SOUNDTRACK: THERAPY?-High Anxiety (2003).
I hadn’t listened to this disc in a long time, and I was delighted by how much I remembered (and liked) it. This was the last Therapy? album that received a release in the U.S. And it is a solid collection of heavy alternative metal with some seriously catchy bits thrown in for good measure.
“If It Kills Me” could have been a huge hit with a killer chorus and amazing hooks. As could “My Voodoo Doll” (an outrageously poppy song). Even the penultimate song “Last Blast” starts out with a low rumbling bassline, but when the chorus comes in it’s warm and catchy (even if again it’s lyrically not warm).
But what’s amazing is how good the whole disc is. Their previous disc was something of a muddle of styles and textures. It was an interesting but not entirely successful experiment. But High Anxiety returns to what Therapy? does best: raw, and noisy alt-metal with really catchy melodies. Most of the time I don’t even care what Andy Cairns is singing about (it’s usually pretty dark) because regardless, it’s sure fun to sing along.
The final track is a 9 minute crazy mess. It opens with Cairn’s Tom Waits-ian vocals and a pounding guitar line. It stops after a few minutes and then picks up again with that pounding guitar line (repeating a little much, honestly, but it is a cool riff). Then after 7 minutes there’s a new bonus track which is practically like Green Day, it’s so poppy.
This is definitely one of their best discs.
[READ: April 25, 2010] “The TV”
This (very) short story begins with a wonderful concept: a man wakes up one day and calls in sick from work. He turns on the TV and sees himself, his actual self, finishing his actual job.
The man is transfixed, obviously. I mean who wouldn’t be? He tunes in the next day and watches himself drive to work, sit down and begin doing his job–more efficiently than he himself had been doing it! The credits even indicate that yes, the man is the man. Amazing.
It gets even more amazing when on a day in the future, he sees himself drive to a place he’s never seen before. And he interacts in a way that he has never interacted with anyone before.
So, this story can go in a few different directions, but it seems that inevitably, he’s written himself into a corner. And the route he goes is the logical extension: the man appears on more and more channels, ultimately leading to an infinite regress of himself.
While philosophically this is fascinating, as a short story it kind of loses its impact. And the final paragraphs offer the only way out of the corner.
It’s available here.
Hmm, let me guess. “And then he woke up?” No, don’t tell me! Send me a copy!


--- Instructions for the task ---
Copy each line of the entries that contains the word "pixels".

--- Records for this exercise ---

==================================================

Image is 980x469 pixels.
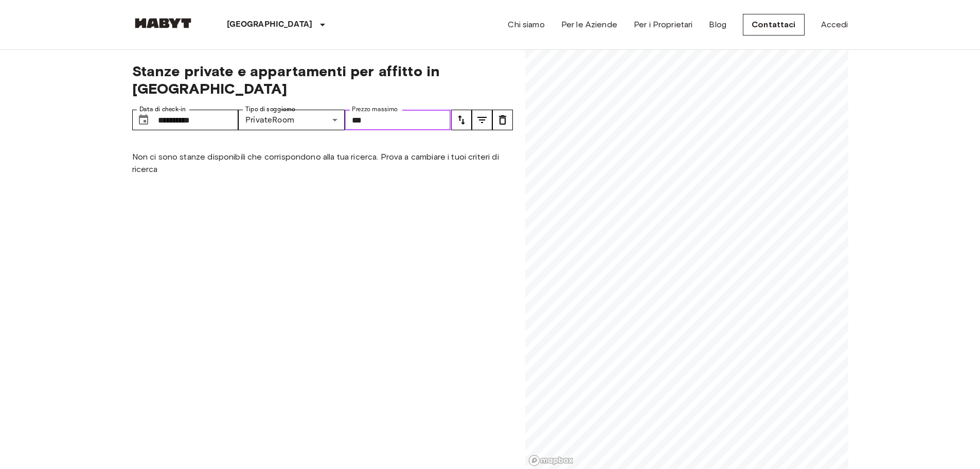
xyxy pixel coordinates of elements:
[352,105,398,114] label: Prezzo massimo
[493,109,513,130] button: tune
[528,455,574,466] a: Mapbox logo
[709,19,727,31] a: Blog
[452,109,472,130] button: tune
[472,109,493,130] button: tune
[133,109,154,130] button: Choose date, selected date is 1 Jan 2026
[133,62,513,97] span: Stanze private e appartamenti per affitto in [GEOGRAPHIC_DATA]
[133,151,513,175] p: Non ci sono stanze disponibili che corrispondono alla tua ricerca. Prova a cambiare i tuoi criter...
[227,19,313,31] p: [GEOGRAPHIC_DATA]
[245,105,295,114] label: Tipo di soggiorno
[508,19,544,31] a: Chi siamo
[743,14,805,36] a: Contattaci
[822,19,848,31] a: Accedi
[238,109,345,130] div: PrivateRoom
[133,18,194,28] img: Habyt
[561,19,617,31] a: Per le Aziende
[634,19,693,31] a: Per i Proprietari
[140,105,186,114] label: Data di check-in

==================================================

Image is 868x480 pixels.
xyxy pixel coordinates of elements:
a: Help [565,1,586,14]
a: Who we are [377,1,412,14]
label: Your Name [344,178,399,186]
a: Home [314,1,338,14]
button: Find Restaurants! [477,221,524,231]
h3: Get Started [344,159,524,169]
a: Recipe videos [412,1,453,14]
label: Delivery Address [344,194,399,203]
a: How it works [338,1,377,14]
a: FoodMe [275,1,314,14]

==================================================

--- Output for this task ---
Image is 980x469 pixels.
Image is 868x480 pixels.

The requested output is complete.